25-1-10 Life with a laff-track
TV giveth and TV taketh away.
This week a browse through BBC iPlayer unearthed an episode of The Persuasionists which the BBC would like to persuade you is a comedy, set in an advertising agency.
I should own up at the outset: I am no enemy of truly gawp-inducingly bad comedy. I own a DVD of the On The Buses movies and on slow Bank Holidays when life feels empty and pointless I confirm this like a hangover victim slugging hair of the dog by watching one of these leery, nudge-wink charmless spectacles. The sensation is, if not death of the soul, then the local anaesthetic administered in preparation for its extraction.
The Persuasionists is a Martian comedy of the kind the BBC likes to commission; writer Jonathan Thake has observed and analysed the ingredients of farce and created a synthetic compound which bears as much resemblance to humour as a glass of cherryade to a bowl of cherries.
The acting is so exhaustingly over-the-top that the BBC has thoughtfully pre-laughed it to save the viewer the trouble of summoning a guffaw. If you can’t be bothered to switch off, all that remains is to point a glazed expression in the general direction of the screen and wait for the rigours of Newsnight.
Contrast and compare with a show from 1998, The Cops, inexplicably not officially released on DVD and brought back to my attention by my son Matthew, as a set of bootlegged DVD’s off eBay.
Tony Garnett, writer of Cathy Come Home and Kes, is credited as Executive Producer and oversees a sustained essay in British humanist drama, an early example of faux-documentary handheld camerawork prowling around seemingly unremarkable dialogue vignettes. Establishing shots and exposition are minimal, crediting the viewer with the intelligence to retain and accumulate fragments of information about the plot and characters as they build and laminate into a Breughelian scene rich with grubby detail.
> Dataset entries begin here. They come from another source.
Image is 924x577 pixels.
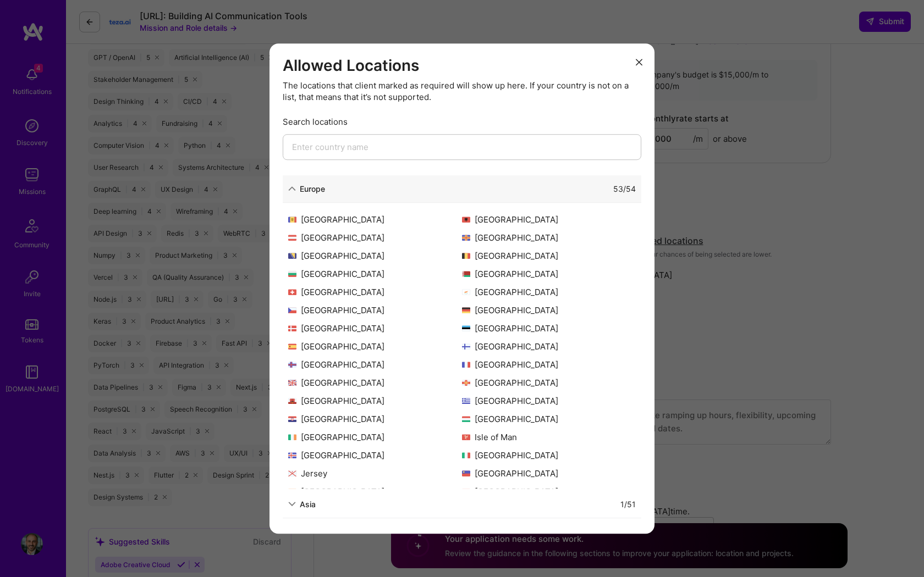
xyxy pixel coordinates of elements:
div: [GEOGRAPHIC_DATA] [288,450,462,461]
img: Spain [288,344,296,349]
img: Isle of Man [462,434,470,441]
i: icon Close [636,59,642,66]
div: [GEOGRAPHIC_DATA] [462,486,636,497]
h3: Allowed Locations [283,57,641,75]
div: The locations that client marked as required will show up here. If your country is not on a list,... [283,80,641,102]
img: Finland [462,344,470,349]
div: [GEOGRAPHIC_DATA] [462,305,636,316]
img: Jersey [288,471,296,476]
div: [GEOGRAPHIC_DATA] [288,268,462,280]
div: [GEOGRAPHIC_DATA] [462,286,636,298]
div: [GEOGRAPHIC_DATA] [288,251,462,262]
div: modal [270,43,654,534]
div: Isle of Man [462,432,636,443]
img: Iceland [288,453,296,458]
div: [GEOGRAPHIC_DATA] [462,359,636,370]
i: icon ArrowDown [288,500,295,508]
div: [GEOGRAPHIC_DATA] [288,214,462,226]
div: [GEOGRAPHIC_DATA] [288,305,462,316]
div: [GEOGRAPHIC_DATA] [288,359,462,370]
div: 53 / 54 [613,183,636,195]
div: Europe [300,183,325,195]
div: [GEOGRAPHIC_DATA] [462,341,636,352]
img: Faroe Islands [288,362,296,368]
img: Albania [462,217,470,223]
div: [GEOGRAPHIC_DATA] [288,232,462,243]
img: France [462,362,470,368]
img: United Kingdom [288,379,296,386]
img: Denmark [288,326,296,332]
img: Andorra [288,217,296,223]
img: Bulgaria [288,271,296,277]
div: [GEOGRAPHIC_DATA] [462,268,636,280]
img: Czech Republic [288,307,296,314]
div: [GEOGRAPHIC_DATA] [288,432,462,443]
input: Enter country name [283,134,641,160]
div: [GEOGRAPHIC_DATA] [462,468,636,479]
img: Switzerland [288,289,296,295]
img: Cyprus [462,289,470,295]
img: Germany [462,307,470,314]
div: 1 / 51 [620,498,636,510]
img: Greece [462,398,470,404]
img: Croatia [288,416,296,422]
div: [GEOGRAPHIC_DATA] [462,214,636,226]
img: Åland [462,235,470,240]
img: Liechtenstein [462,471,470,476]
img: Italy [462,453,470,458]
div: [GEOGRAPHIC_DATA] [462,323,636,335]
div: [GEOGRAPHIC_DATA] [288,413,462,425]
div: [GEOGRAPHIC_DATA] [288,377,462,389]
div: [GEOGRAPHIC_DATA] [462,395,636,407]
div: Asia [300,498,316,510]
img: Bosnia and Herzegovina [288,253,296,259]
img: Gibraltar [288,398,296,404]
i: icon ArrowDown [288,185,295,192]
img: Belarus [462,271,470,277]
img: Ireland [288,434,296,441]
div: Jersey [288,468,462,479]
div: [GEOGRAPHIC_DATA] [288,341,462,352]
div: [GEOGRAPHIC_DATA] [462,450,636,461]
div: [GEOGRAPHIC_DATA] [462,232,636,243]
div: [GEOGRAPHIC_DATA] [462,413,636,425]
div: Search locations [283,116,641,127]
img: Guernsey [462,379,470,386]
img: Austria [288,235,296,240]
div: [GEOGRAPHIC_DATA] [288,323,462,335]
div: [GEOGRAPHIC_DATA] [462,251,636,262]
img: Hungary [462,416,470,422]
div: [GEOGRAPHIC_DATA] [288,395,462,407]
div: [GEOGRAPHIC_DATA] [288,486,462,497]
img: Estonia [462,326,470,332]
div: [GEOGRAPHIC_DATA] [288,286,462,298]
div: [GEOGRAPHIC_DATA] [462,377,636,389]
img: Belgium [462,253,470,259]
Apparently Greater Manchester Police withdrew cooperation by the end of the second series because it showed the force in an unsympathetic light. Viewed 12 years on, the characters appear flawed and scarred by rank-and-file infighting and thwarted attempts to find emotional stability against the demands and pressures of a working/waking life.
The mise en scene is unremittingly and unflinchingly bleak, not only in the unglamorous settings but the inarticulate squalor of expectations and ambition.
The Cops demonstrates the impoverishment that these settings wreak on men and women in and out of uniform (though the ubiquitous civilian track-suits and trainers remind you, as Zappa said from the stage ‘Everyone in this room is wearing a uniform; don’t kid yourselves’) and like Fielding the writers home in on the arbitrary and pragmatic nature of Law in the no-man’s land on the fringes of the moral and material poverty-line.
Here’s one of those examples of writing that places trust in the actors to add value to a low-key script and relies on skilful editing of deceptively, or archly, ragged peek-a-boo shooting.
The cast of characters is extensive and fleshed out in a succession of brief sketches. If there can be said to be ‘main’ characters, these would be John Henshaw in a career-defining performance as gimlet-eyed old-school copper Roy and Katy Cavanagh as rookie community cop Mel, but this choice is invidious amongst a cast scrupulously not-acting but behaving.
Given that The Cops is hard to come by and then ironically only in dodgy home-made video-transfers it hits hard to think that The Persuasionists will likely appear soon on DVD to take its place on someone’s shelf next to a Two Pints Of Lager And A Packet Of Crisps collection.
I miss the BBC’s iPlayer very much, having only barely had time to discover it before leaving the country. The consolation here is that it wouldn’t have had The Cops anyway, I guess. And if I found one of those home-made DVDs, I cuold at least play it on my laptop if not a local TV and DVD player.
Joann! Man, I thought you’d disappeared into a new life! Be in touch please!